New Years Day is a great time to restart good intentions and declare a plan, make a resolution or three and try to carry them out. It’s also one of those days with family when the excesses of the season need to be walked off. Where better in the world than Portloe to walk and remember why I started this blog in the first place. The reasons originally were to share some photos of the things we take for granted and to introduce people to the Cornish land and seascapes if they’d never seen them. Also to give people ideas of places to explore and to pass on a taste of our experiences living in the county.
My New Year’s resolution is to make an effort to keep doing this blog which I’ve been a bit slack with over the past year. That and to do a bit of painting again! (…and exercise more …and lose weight of course!)
The last time I visited Portloe (which is actually one of the closest coastal villages to my house) was back in the days B.C. (before children) when Claire and I used to spoil ourselves with short stays in posh hotels! We stayed at The Lugger in Portloe for a night and had a superb dinner with too much to drink! It was lovely to return today 10 or so years later, older and arguably (a bit) wiser to look again and see what’s there. We parked in the public car park in the village and walked down to the sheltered little inlet where a couple of open day boats are winched clear of the water onto a concrete slip. There are lobster pots here and there in neat stacks that look like they’ve been placed for the tourist charm but are really the tools of the trade for some very hardy local lobster and crab fishermen who work from the little harbour year round.
The slip is littered with crab claws and star fish, spare bits from the lobster pots discarded by the fishermen. We looked around the harbour and there’s an intriguing tunnel which is visible through a locked barred gate and appears to go right though the cliff. Whatever the purpose I’ve decided its for smugglers and pirates. You can see light at the other end and what looks like a door out to the sea! We took the path up out of the harbour and around the cliff in the direction of Nare Head and Portscatho meeting energetic walkers as we puffed our way up the hill and around the cliff panting out “Happy New Year” as we passed.
What’s great about these cliff walks is the element of surprise as you round a bend to be greeted by an epic view and it’s not just that you see sea. It’s the height, the scale, the lack of a fence between you and the 100ft drop of certain doom. Today was grey and the wind was light and although the colours were subdued winter tones of the first day of January, the more you looked the more you saw.
There were plenty of flowers including fierce yellow gorse and electric pink campions but the show stealer has to be the deep green of the sea at the base of the cliffs. In the shadow of the headlands the water is deep and clear and veridian green.
As we made our way along the coast path we stopped for a while to watch a small bird of prey (possibly a kestrel?) and then heard voices in the distance. We looked down across the bay and could just make out a naked person coming out of the water from a New Years skinny dip egged on by friends. It was like a scene from a period drama, which was funny really as we walked a bit further and stumbled upon the house from The Camomile Lawn which is evidently a B&B. Broom Parc is the house and is a grand property standing completely alone facing the ocean. I never watched the TV series but see it’s on Youtube so will have a go some time now I’ve seen where its set.
From Broom Parc we took the footpath inland and followed the lane back to Portloe which is a much shorter route than the cliff path. We were an hour too late to grab a drink at The Ship (which had closed at 3pm for New Years Day) but admired their specials board for tomorrow which charmingly states that “tomorrow’s menu is still in the sea”.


◆ WHAT YOU NEED TO DO: Beneath this task are records; print exactly the stretch of them from the line with "The image size" through the line with "Find the location of a particular element.", both ends included.

◆ EXTRACTED MATERIAL:
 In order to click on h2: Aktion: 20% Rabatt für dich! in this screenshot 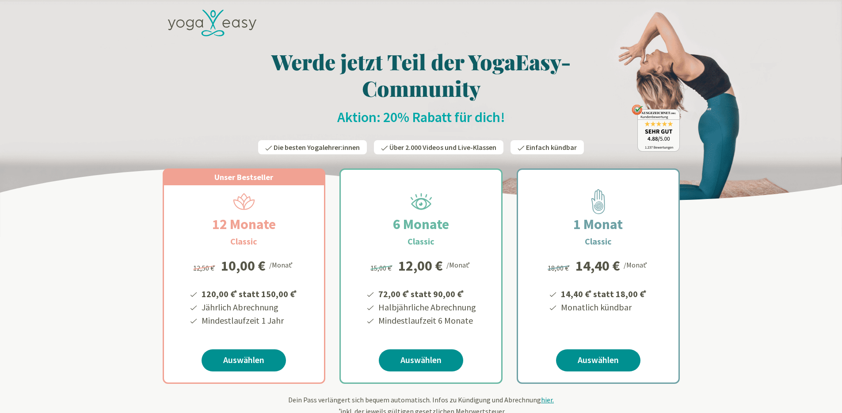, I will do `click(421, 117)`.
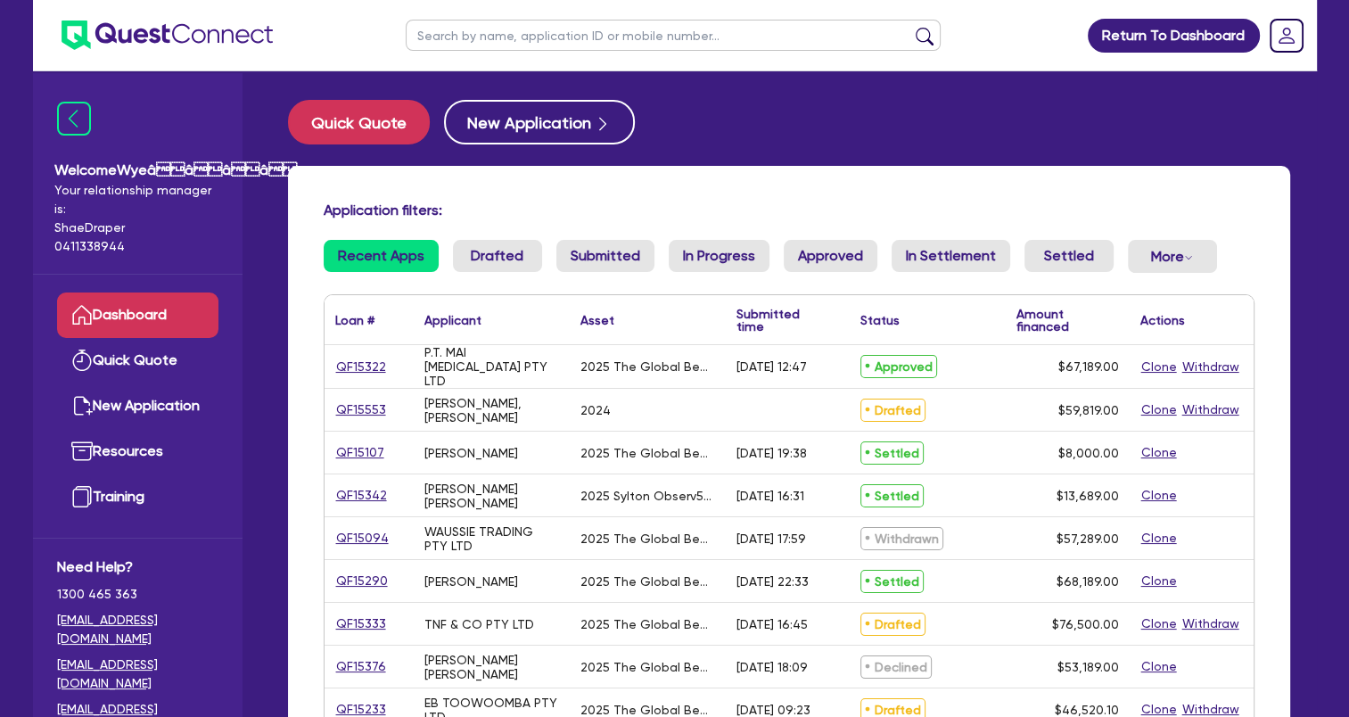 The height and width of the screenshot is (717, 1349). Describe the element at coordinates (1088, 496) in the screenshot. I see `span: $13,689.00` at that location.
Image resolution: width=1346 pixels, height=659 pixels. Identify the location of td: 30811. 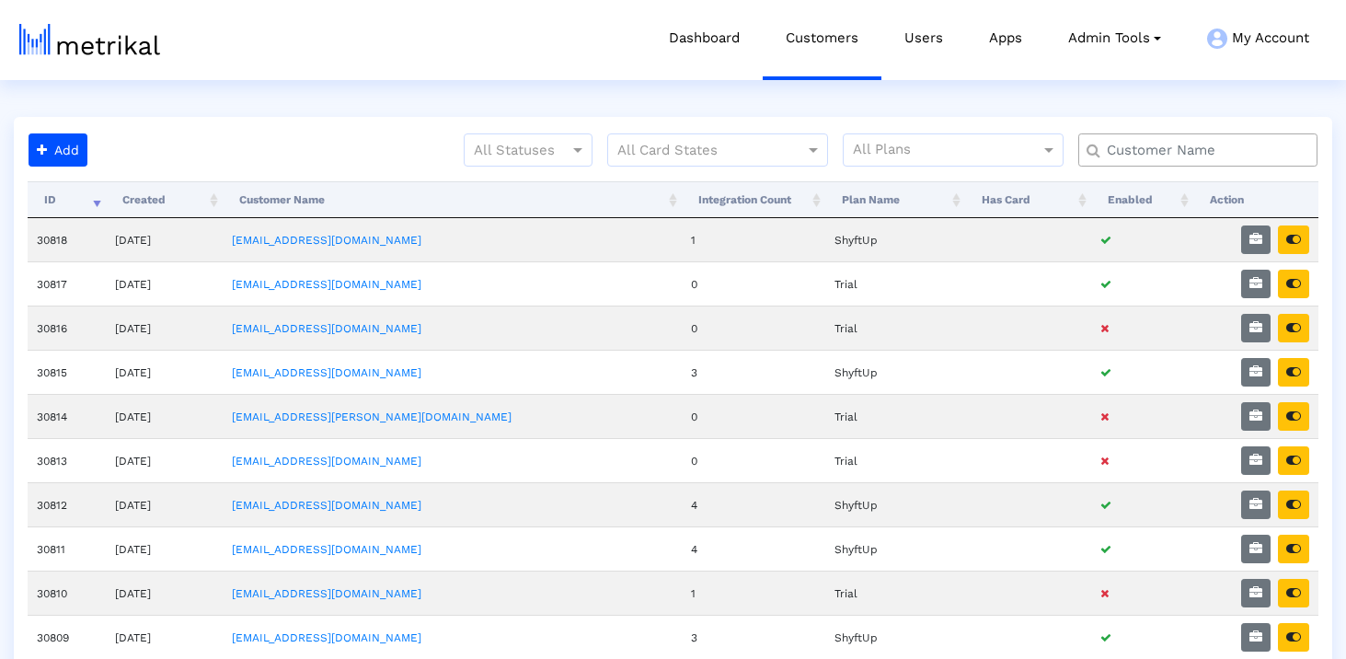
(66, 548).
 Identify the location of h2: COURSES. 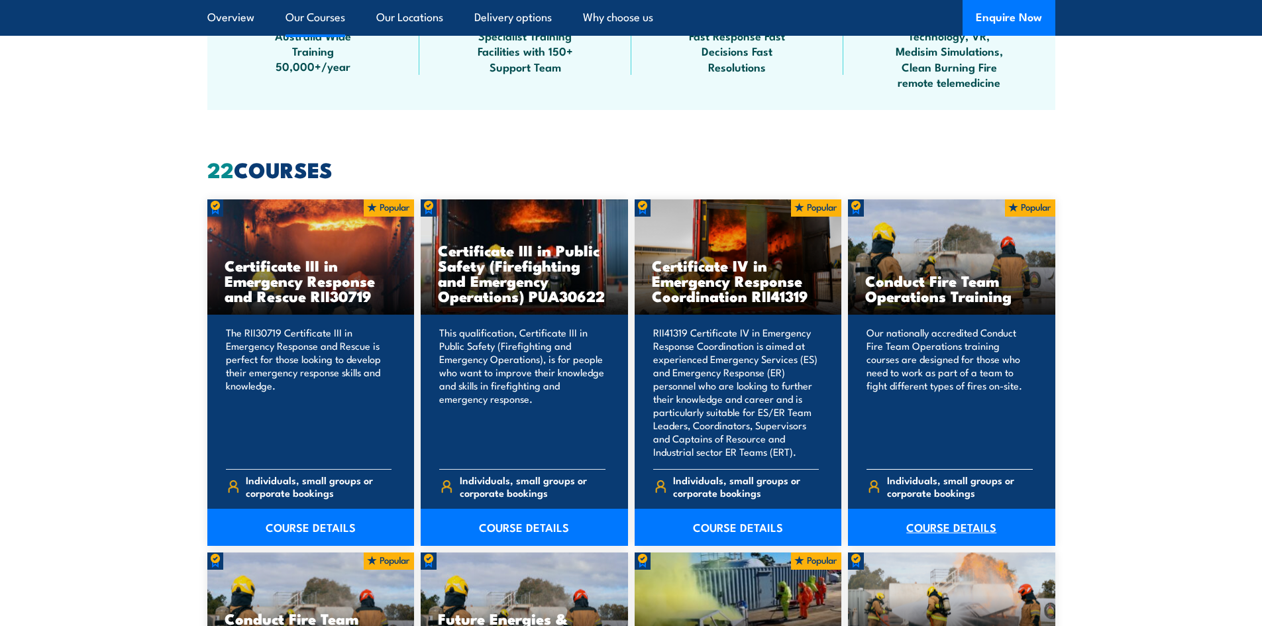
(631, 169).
* * *
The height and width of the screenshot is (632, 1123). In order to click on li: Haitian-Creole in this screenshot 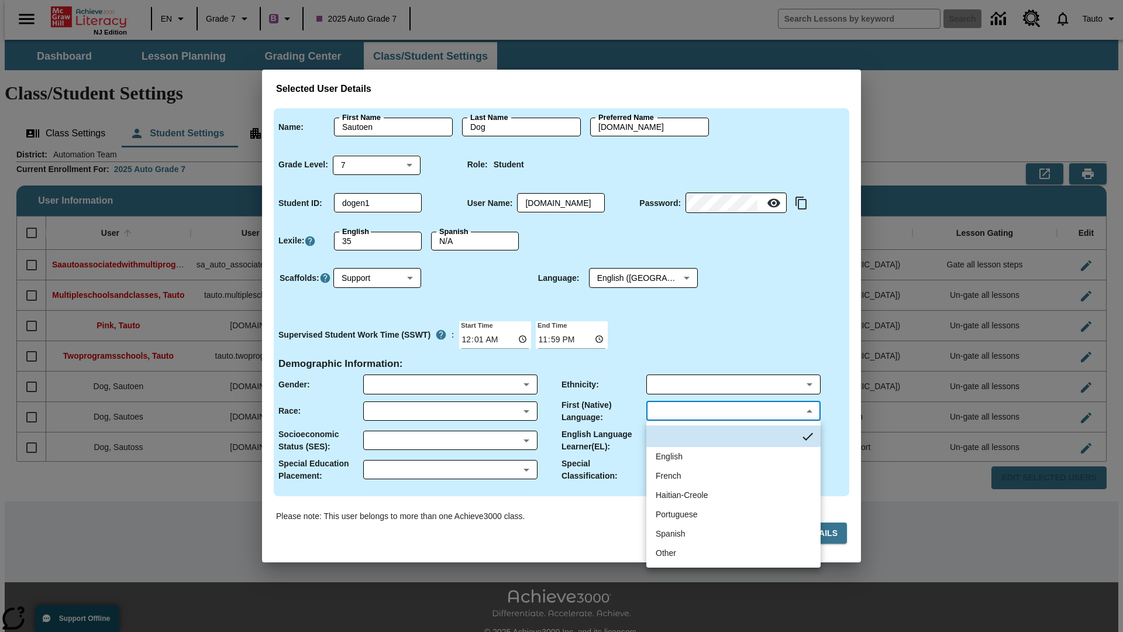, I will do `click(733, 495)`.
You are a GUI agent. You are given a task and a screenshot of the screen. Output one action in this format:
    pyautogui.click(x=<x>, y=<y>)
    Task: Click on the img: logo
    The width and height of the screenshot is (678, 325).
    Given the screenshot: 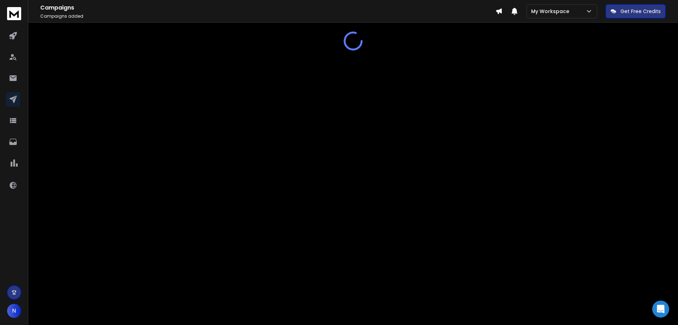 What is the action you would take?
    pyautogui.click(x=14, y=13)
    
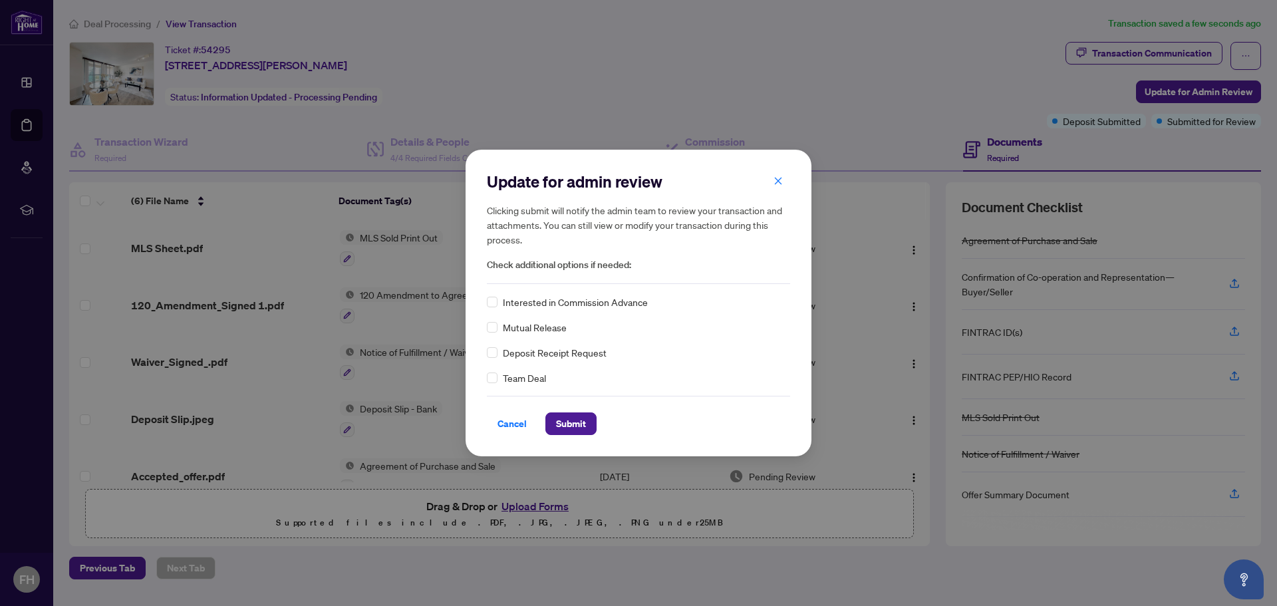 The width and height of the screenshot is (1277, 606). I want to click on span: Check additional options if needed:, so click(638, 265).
* * *
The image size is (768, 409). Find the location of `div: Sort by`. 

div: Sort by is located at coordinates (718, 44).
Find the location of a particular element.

◆ EXERCISE ANSWER:
The image size is (768, 409). Find the location of `div: Sort by`. 

div: Sort by is located at coordinates (718, 44).
Find the location of a particular element.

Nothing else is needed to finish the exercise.